What that was, who knew?

I continued watching the news until shortly after the Pentagon was hit, and then I walked to the office a few blocks away.

What we did was watch the news on the big screen and try to get direction from HQ in DC. They initially said continue with our original schedule. I was conducting training classes, so that's what I was to do for the interim. The class was a disaster. Half the students didn't show up, and those that did couldn't concentrate, so we broke up and went into the meeting room to watch the news on the big screen. Everyone was sent home early, the class told to return in the morning to pick up where we left off. 

Surprisingly, or maybe not, we were able to complete the training the following day, and I spent the next two days in Seattle strategizing ways to get home (no commercial flights, remember?) and helping out with office things when I could. Everyone was in a daze, uncomprehending really. No one that I was aware of was in a rage of bloodlust determined to go war-rampaging in the Middle East. The news was on the big screen, but we only watched occasionally. Nobody actually knew what was going on or what would happen, and HQ in DC was not at all communicative. 

Finally, I was able to rent a car from Alamo and a colleague and I loaded up and headed south. Took two days. We were practically silent the whole way, in shock. Much shaking of heads at the news on the car radio. "This will not turn out well." No, no it won't. And no it didn't. One tragic thing has led to another and to many, many others since. 

I applaud getting out of Afghanistan -- even when Trump announced it. It was the right thing to do, as I believed sincerely that going into Afghanistan on the side of myriad murderous warlords was wrong. Afghanistan was not the cause of the 9/11/2001 attacks, and it wouldn't be the cause of the Endless Wars our rulers decided to conduct. Afghanistan wasn't even a side-show to all of that and yet it bled like any other war-theatre, and hundreds of thousands of Afghans died because they were in the wrong place at the wrong time or they wore the wrong kind of clothes or the war-gamers in Florida wanted/needed a kill for the win. It was a foolish goon show that did nothing at all to lift either Afghanistan or the US or perhaps especially Nato from the mire of neo-imperialism.

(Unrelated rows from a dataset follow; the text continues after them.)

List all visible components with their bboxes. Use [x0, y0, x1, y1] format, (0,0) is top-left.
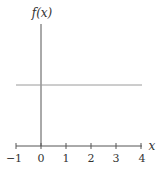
y-axis-label: f(x) [31, 6, 53, 20]
tick-label: 0 [38, 152, 45, 165]
tick-label: 2 [88, 152, 95, 165]
x-tick-labels: −1 0 1 2 3 4 [6, 152, 146, 165]
tick-label: 4 [139, 152, 146, 165]
x-axis-label: x [149, 139, 156, 153]
tick-label: −1 [6, 152, 22, 165]
tick-label: 3 [113, 152, 120, 165]
function-graph: f(x) x −1 0 1 2 3 4 [0, 0, 162, 174]
tick-label: 1 [63, 152, 70, 165]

It's supposedly "over". We'll see.

I left government service in 2009, fed up with the increasing insanity within. That's what I saw. A creeping but unstoppable insanity that was consuming government and those who served. It became worse, much worse, upon the election of Barack Obama, and that's when I became convinced I had to get out. I know many of my colleagues saw the same trends, and many got out before I did. Some died. 

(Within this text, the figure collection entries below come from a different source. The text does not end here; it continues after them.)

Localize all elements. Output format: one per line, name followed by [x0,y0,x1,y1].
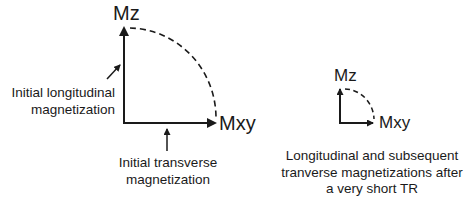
caption-line-2: tranverse magnetizations after [276,165,468,182]
transverse-annotation: Initial transverse magnetization [108,155,228,188]
left-dashed-arc [130,28,216,117]
right-panel-caption: Longitudinal and subsequent tranverse ma… [276,148,468,198]
right-dashed-arc [345,89,374,119]
right-mz-label: Mz [334,67,357,84]
longitudinal-pointer-arrow [107,65,120,79]
longitudinal-annotation-line-1: Initial longitudinal [11,85,115,102]
left-mz-label: Mz [113,3,140,23]
transverse-annotation-line-1: Initial transverse [108,155,228,172]
caption-line-3: a very short TR [276,181,468,198]
right-mxy-label: Mxy [379,114,410,131]
longitudinal-annotation-line-2: magnetization [11,102,115,119]
left-panel-axes [107,28,216,151]
right-panel-axes [339,89,374,123]
left-mxy-label: Mxy [219,113,256,133]
longitudinal-annotation: Initial longitudinal magnetization [11,85,115,118]
transverse-annotation-line-2: magnetization [108,172,228,189]
caption-line-1: Longitudinal and subsequent [276,148,468,165]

On the internet we discuss how Bad this or that Leader is, how deeply antithetical Government is to the wants and needs of The People -- however we define that mass -- and how grotesque the Government is and has been, yada-yada, world without end. 

It's team sports. It's a game. Nothing fundamental ever changes. We may rail and argue constantly, but how many have any intent to change anything for the better or even understand there may be something better to change to? We coulda. We shoulda. We didn't.

So here we are.

Biden is providing a pause to the general insanity of Government, but the overall trend remains the same. The continuing hysterics over the withdrawal from Afghanistan shows how deeply compromised and corrupted the so-called "defense" industry and almost all the media has become -- or maybe they always were. To me, it's most stark on BBC where there appears to be a neo-imperial cult in charge, and where nothing at all is ever permitted to counter the Official Narrative that Afghanistan was Wonderful under the rule of the Imperial Powers/USA, and everything has gone to shit under the Taliban, though sotto voce, you might hear something like (shh, it's the way most Afghans want it....shhhh). 

Getting out was a matter of my own sanity. Getting as far away as I prudently could was part of that. And then one day the Madness came silently up behind me and thwacked me solidly on the head. I still have a divot in my brow-ridge where that tomahawk (come on!) hit me. That was a reminder that I'm not that far away from it at all. It can come up behind us at any time and Thwack! 

Twenty years on, everything is different, but nothing really has changed.